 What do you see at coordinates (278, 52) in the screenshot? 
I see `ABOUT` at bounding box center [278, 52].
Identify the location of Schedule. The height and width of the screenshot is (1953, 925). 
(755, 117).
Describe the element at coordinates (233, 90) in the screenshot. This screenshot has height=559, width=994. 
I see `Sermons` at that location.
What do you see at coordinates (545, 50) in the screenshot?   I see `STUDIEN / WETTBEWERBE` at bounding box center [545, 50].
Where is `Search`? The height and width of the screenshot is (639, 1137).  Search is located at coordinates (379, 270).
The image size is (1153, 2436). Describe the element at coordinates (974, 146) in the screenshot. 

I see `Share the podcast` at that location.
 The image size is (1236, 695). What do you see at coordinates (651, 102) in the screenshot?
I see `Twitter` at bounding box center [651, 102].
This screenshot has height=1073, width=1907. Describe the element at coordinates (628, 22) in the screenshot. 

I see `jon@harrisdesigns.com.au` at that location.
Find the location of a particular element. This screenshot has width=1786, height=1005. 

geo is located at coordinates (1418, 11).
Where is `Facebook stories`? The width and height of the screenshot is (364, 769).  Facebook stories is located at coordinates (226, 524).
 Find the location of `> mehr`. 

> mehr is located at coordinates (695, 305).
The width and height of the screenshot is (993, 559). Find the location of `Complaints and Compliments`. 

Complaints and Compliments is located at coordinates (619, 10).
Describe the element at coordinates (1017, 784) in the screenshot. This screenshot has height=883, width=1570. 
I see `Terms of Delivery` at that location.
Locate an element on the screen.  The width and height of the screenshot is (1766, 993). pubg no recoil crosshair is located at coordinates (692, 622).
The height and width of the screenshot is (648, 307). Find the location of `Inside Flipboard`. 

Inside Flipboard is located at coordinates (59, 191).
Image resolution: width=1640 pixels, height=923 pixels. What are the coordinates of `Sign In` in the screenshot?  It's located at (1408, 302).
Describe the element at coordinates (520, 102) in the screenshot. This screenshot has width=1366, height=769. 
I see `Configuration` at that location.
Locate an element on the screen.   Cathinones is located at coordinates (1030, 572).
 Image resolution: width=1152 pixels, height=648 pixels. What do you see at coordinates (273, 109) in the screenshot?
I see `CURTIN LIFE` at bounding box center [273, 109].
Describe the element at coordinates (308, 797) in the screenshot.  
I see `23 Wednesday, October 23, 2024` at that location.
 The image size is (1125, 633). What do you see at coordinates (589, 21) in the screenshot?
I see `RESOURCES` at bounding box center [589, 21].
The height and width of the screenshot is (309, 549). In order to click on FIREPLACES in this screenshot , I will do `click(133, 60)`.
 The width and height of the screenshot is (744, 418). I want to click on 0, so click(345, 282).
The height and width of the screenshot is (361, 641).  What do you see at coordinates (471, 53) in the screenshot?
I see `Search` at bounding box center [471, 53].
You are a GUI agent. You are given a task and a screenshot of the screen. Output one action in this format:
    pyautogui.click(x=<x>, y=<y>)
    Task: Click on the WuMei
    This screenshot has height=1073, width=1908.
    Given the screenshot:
━━━━━━
What is required –
Print the full listing, word for word.

Solution for this exercise –
 What do you see at coordinates (278, 52) in the screenshot? 
I see `ABOUT` at bounding box center [278, 52].
Identify the location of Schedule. The height and width of the screenshot is (1953, 925). 
(755, 117).
Describe the element at coordinates (233, 90) in the screenshot. This screenshot has height=559, width=994. 
I see `Sermons` at that location.
What do you see at coordinates (545, 50) in the screenshot?   I see `STUDIEN / WETTBEWERBE` at bounding box center [545, 50].
Where is `Search`? The height and width of the screenshot is (639, 1137).  Search is located at coordinates (379, 270).
The image size is (1153, 2436). Describe the element at coordinates (974, 146) in the screenshot. 

I see `Share the podcast` at that location.
 The image size is (1236, 695). What do you see at coordinates (651, 102) in the screenshot?
I see `Twitter` at bounding box center [651, 102].
This screenshot has height=1073, width=1907. Describe the element at coordinates (628, 22) in the screenshot. 

I see `jon@harrisdesigns.com.au` at that location.
Find the location of a particular element. This screenshot has width=1786, height=1005. 

geo is located at coordinates (1418, 11).
Where is `Facebook stories`? The width and height of the screenshot is (364, 769).  Facebook stories is located at coordinates (226, 524).
 Find the location of `> mehr`. 

> mehr is located at coordinates (695, 305).
The width and height of the screenshot is (993, 559). Find the location of `Complaints and Compliments`. 

Complaints and Compliments is located at coordinates (619, 10).
Describe the element at coordinates (1017, 784) in the screenshot. This screenshot has height=883, width=1570. 
I see `Terms of Delivery` at that location.
Locate an element on the screen.  The width and height of the screenshot is (1766, 993). pubg no recoil crosshair is located at coordinates (692, 622).
The height and width of the screenshot is (648, 307). Find the location of `Inside Flipboard`. 

Inside Flipboard is located at coordinates (59, 191).
Image resolution: width=1640 pixels, height=923 pixels. What are the coordinates of `Sign In` in the screenshot?  It's located at (1408, 302).
Describe the element at coordinates (520, 102) in the screenshot. This screenshot has width=1366, height=769. 
I see `Configuration` at that location.
Locate an element on the screen.   Cathinones is located at coordinates (1030, 572).
 Image resolution: width=1152 pixels, height=648 pixels. What do you see at coordinates (273, 109) in the screenshot?
I see `CURTIN LIFE` at bounding box center [273, 109].
Describe the element at coordinates (308, 797) in the screenshot.  
I see `23 Wednesday, October 23, 2024` at that location.
 The image size is (1125, 633). What do you see at coordinates (589, 21) in the screenshot?
I see `RESOURCES` at bounding box center [589, 21].
The height and width of the screenshot is (309, 549). In order to click on FIREPLACES in this screenshot , I will do `click(133, 60)`.
 The width and height of the screenshot is (744, 418). I want to click on 0, so click(345, 282).
The height and width of the screenshot is (361, 641).  What do you see at coordinates (471, 53) in the screenshot?
I see `Search` at bounding box center [471, 53].
You are a GUI agent. You are given a task and a screenshot of the screen. Output one action in this format:
    pyautogui.click(x=<x>, y=<y>)
    Task: Click on the WuMei
    This screenshot has height=1073, width=1908.
    Given the screenshot:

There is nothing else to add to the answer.